The volitional as a foundation: 〜と思う and 〜とする

This is why the plain volitional is worth mastering early: it is the base other modality is built on. Because the volitional names intention rather than fact, it plugs directly into two hugely productive patterns:

  • 〜ようと思う — "I intend to / I'm thinking of." Adds a layer of deliberateness to your own volitional. See 〜と思う.
  • 〜ようとする — "be about to / try to." The volitional + する describes an action on the verge of happening or an attempt in progress. See 〜とする.

来月から毎朝ジョギングをしようと思う。

raigetsu kara maiasa jogingu o shiyō to omou

I'm thinking of jogging every morning starting next month.

家を出ようとした時、電話が鳴った。

ie o deyō to shita toki, denwa ga natta

Just as I was about to leave the house, the phone rang.

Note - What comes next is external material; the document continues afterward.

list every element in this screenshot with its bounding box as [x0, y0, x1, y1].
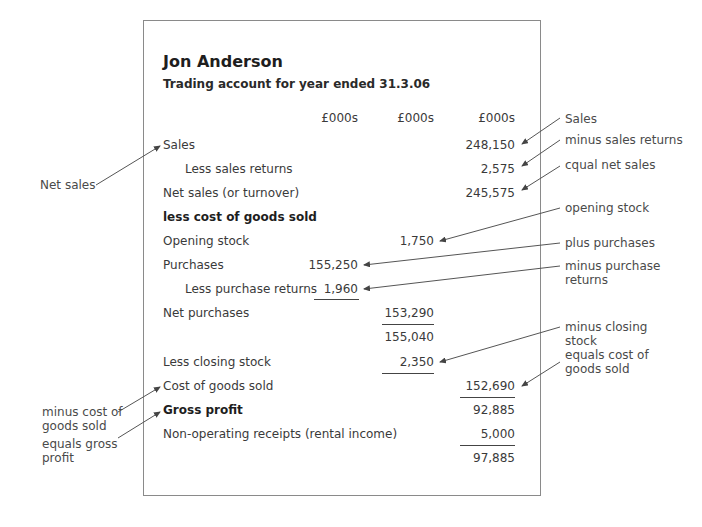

Both are impossible without the volitional stem — which is exactly why this "simple" form sits under so much of intermediate Japanese.

Common mistakes

❌ 明日、映画を見るよう。

ashita, eiga o miru yō

Incorrect — the volitional replaces the dictionary ending; you can't keep る. 見る → 見よう.

✅ 明日、映画を見よう。

ashita, eiga o miyō

Let's watch a movie tomorrow.

❌ もう遅いから、帰よう。

mō osoi kara, kaeyō

Incorrect — 帰る is godan, so it takes the vowel shift る→ろ, not the ichidan よう.

✅ もう遅いから、帰ろう。

mō osoi kara, kaerō

It's late, so let's go home.

❌ 週末、友達と会あおう。

shūmatsu, tomodachi to aaō

Over-built — 会う shifts う→お and adds う, giving 会おう (three morae a-o-u), not 会あおう.

✅ 週末、友達と会おう。

shūmatsu, tomodachi to aō

Let's meet up with friends this weekend.

❌ 一緒に行かよう。

issho ni ikayō

Incorrect — the volitional is built off the -o vowel (行こう), never off the negative -a stem (行か-). That -a belongs to the passive/causative.

✅ 一緒に行こう。

issho ni ikō

Let's go together.

Key takeaways

  • The plain volitional (意向形) means "let's / I'll / shall we" — the speaker's will or proposal about a future action.
  • Ichidan: drop る + よう (食べよう). Godan: last vowel -u → -o + う (行こう, 飲もう, 待とう). する → しよう, 来る → 来よう(こよう).
  • Build it off the -o vowel, never the -a negative stem — that is the classic slip.
  • It names intention, not fact, so it is first-person(-inclusive) at heart, has no ordinary negative or past, and resists a bare third-person subject.
  • It is the base for 〜ようと思う ("intend to") and 〜ようとする ("about to / try to") — master it and those come almost for free.